Readers by professional status Count As %
Student > Ph. D. Student 110 20%
Researcher 102 19%
Student > Master 63 12%
Student > Bachelor 60 11%
Other 32 6%
Other 80 15%
Unknown 98 18%
Readers by discipline Count As %
Agricultural and Biological Sciences 149 27%
Biochemistry, Genetics and Molecular Biology 103 19%
Immunology and Microbiology 65 12%
Computer Science 31 6%
Medicine and Dentistry 30 6%
Other 52 10%
Unknown 115 21%
Attention Score in Context

Attention Score in Context

This research output has an Altmetric Attention Score of 15. This is our high-level measure of the quality and quantity of online attention that it has received. This Attention Score, as well as the ranking and number of research outputs shown below, was calculated when the research output was last mentioned on 25 January 2024.
All research outputs
#2,432,242
of 25,374,647 outputs
Outputs from PLoS Computational Biology
#2,186
of 8,960 outputs
Outputs of similar age
#6,771
of 96,184 outputs
Outputs of similar age from PLoS Computational Biology
#10
of 42 outputs
Altmetric has tracked 25,374,647 research outputs across all sources so far. Compared to these this one has done particularly well and is in the 90th percentile: it's in the top 10% of all research outputs ever tracked by Altmetric.
So far Altmetric has tracked 8,960 research outputs from this source. They typically receive a lot more attention than average, with a mean Attention Score of 20.4. This one has done well, scoring higher than 75% of its peers.

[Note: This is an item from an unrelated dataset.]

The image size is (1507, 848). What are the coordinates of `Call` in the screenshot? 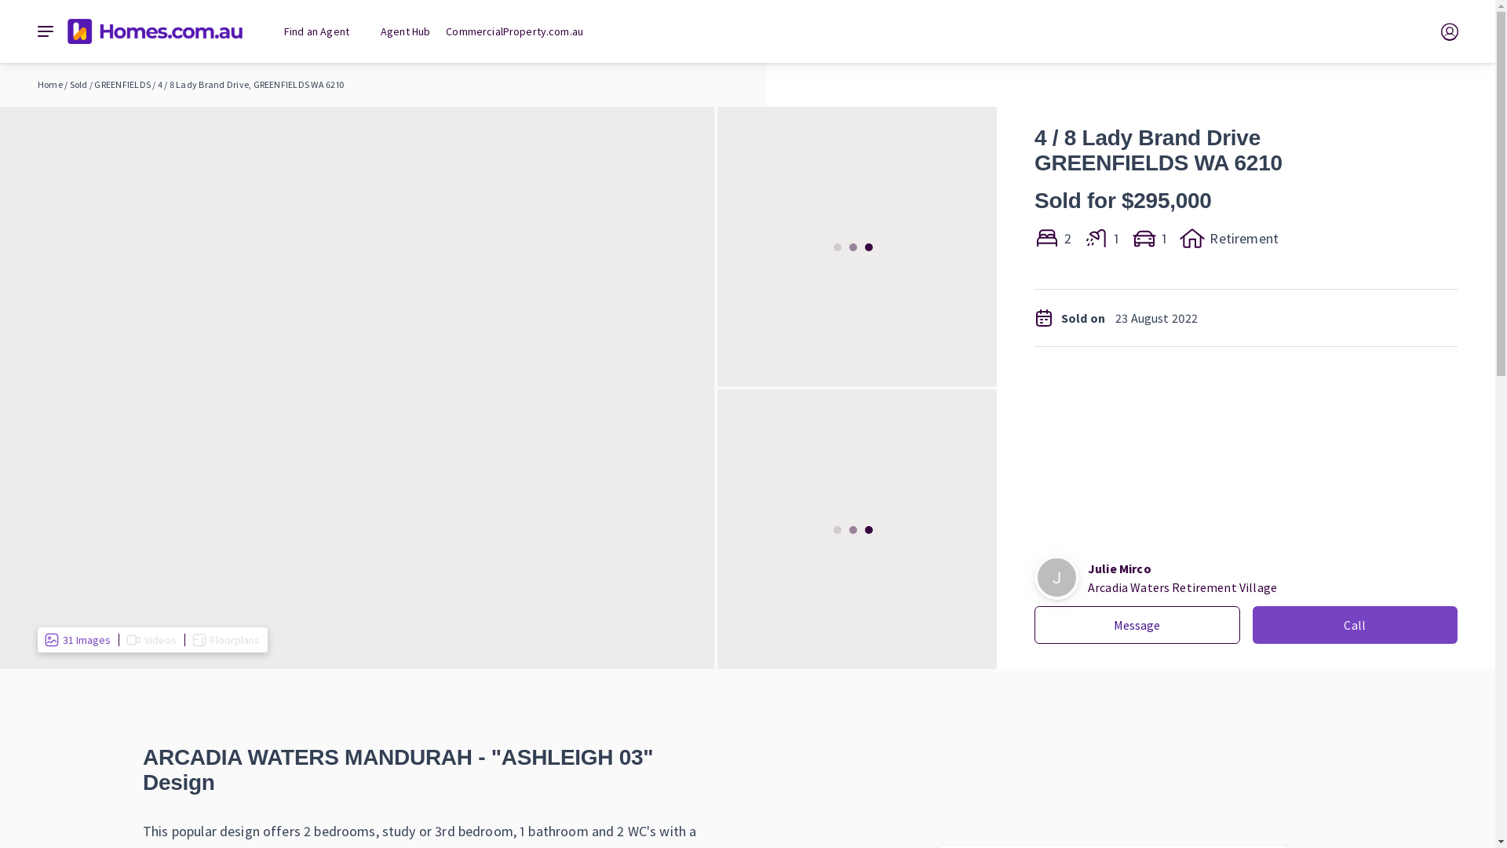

Older research outputs will score higher simply because they've had more time to accumulate mentions. To account for age we can compare this Altmetric Attention Score to the 96,184 tracked outputs that were published within six weeks on either side of this one in any source. This one has done particularly well, scoring higher than 92% of its contemporaries.
We're also able to compare this research output to 42 others from the same source and published within six weeks on either side of this one. This one has done well, scoring higher than 76% of its contemporaries.